Ants not only use tools but select the best tools for the task.
Humans use tools. Chimpanzees use tools. And it turns out ants use tools too, in a surprisingly sophisticated way:
When encountering liquid food sources, ants of the genus Aphaenogaster drop various materials as tools into the food, and then carry the food-soaked tools back to the nest. Although this is one of the well-documented examples of tool use in insects, we know little about which factors influence their choice of tools during foraging. Here, we investigated the tool-using behavior of Aphaenogaster subterranea by examining, across a range of settings, how tool-using workers deal with various foraging challenges. We used different types of tools and liquid baits with varying distances between the baits and the tools piled around them.

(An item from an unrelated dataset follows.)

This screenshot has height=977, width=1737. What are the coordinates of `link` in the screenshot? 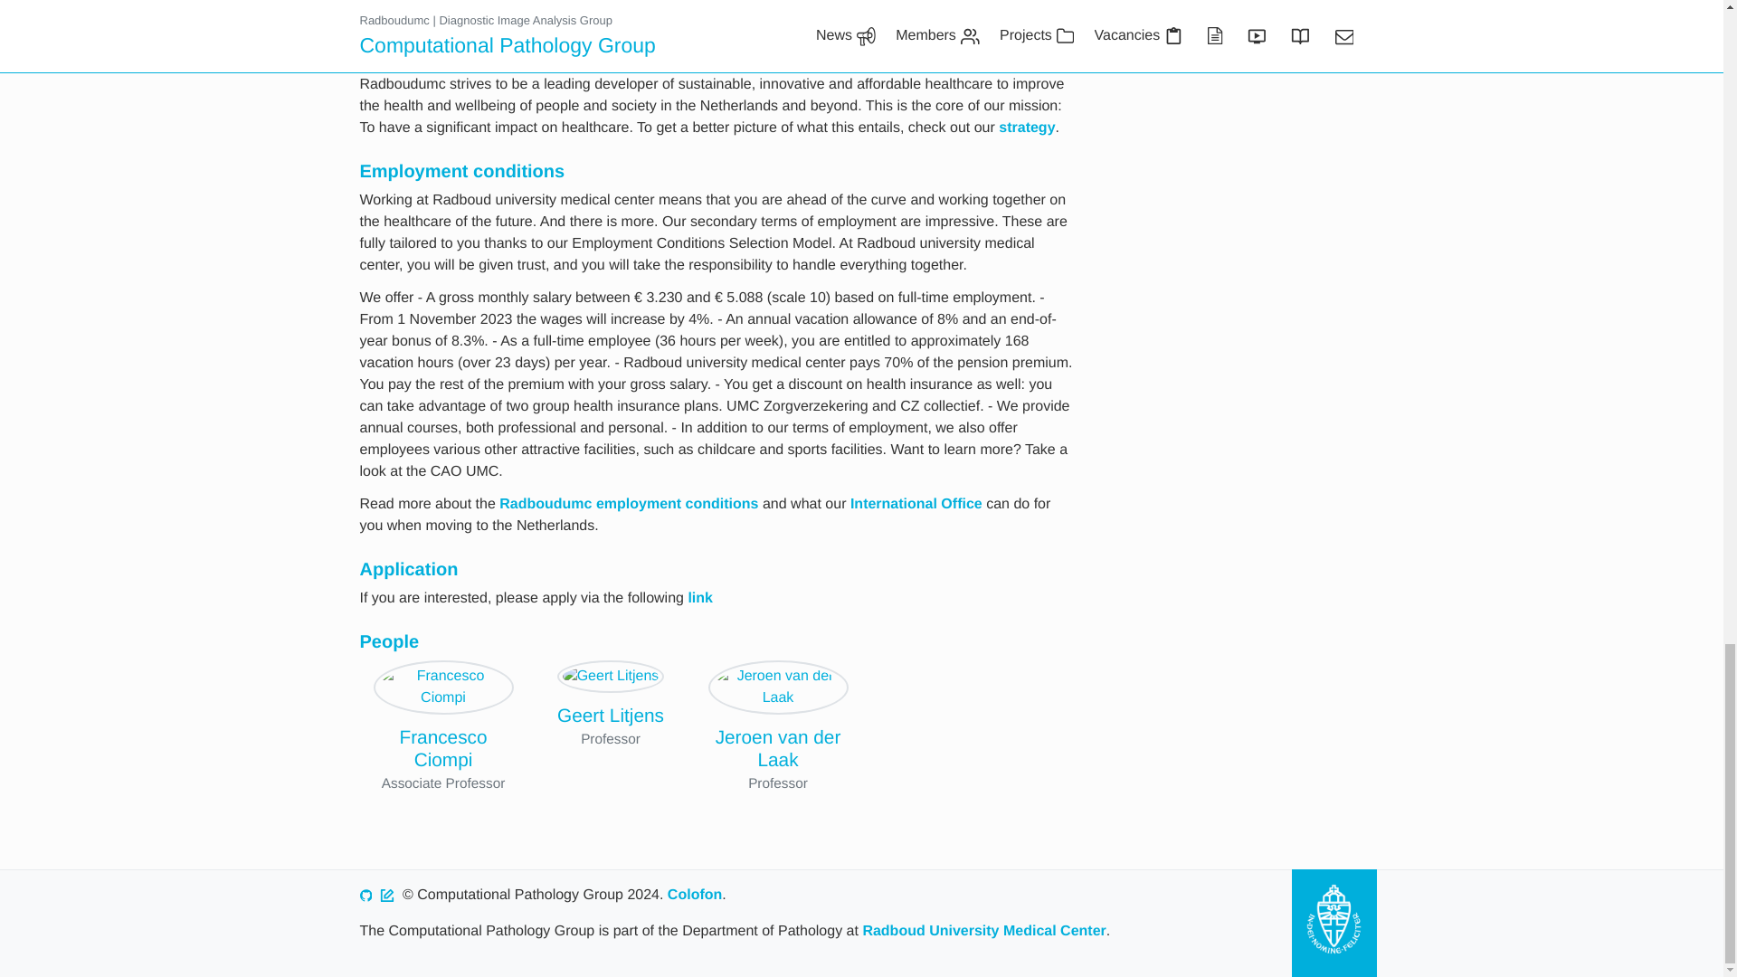 It's located at (700, 598).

Although ants showed the strongest preference for the most easily transportable tools, the frequency of usage of the less preferred larger tools increased when these were the first to be discovered or were more readily accessible to the ants. Additionally, tool selection occurred at 2 stages: when tools were picked up and dropped into baits, and later, when food-soaked tools were retrieved from baits. Our results confirm that tool use in A. subterranea exhibits a high degree of flexibility. Ants seem to be able not only to optimize their foraging effort by selecting tools that are best matched to the particular foraging environment, but also to learn how to improve the use of certain tools by modifying them. The adaptive value of flexibility in tool use may be the increased efficiency in the utilization of liquid food sources, which gains importance in the light of competition with co-occurring ant species.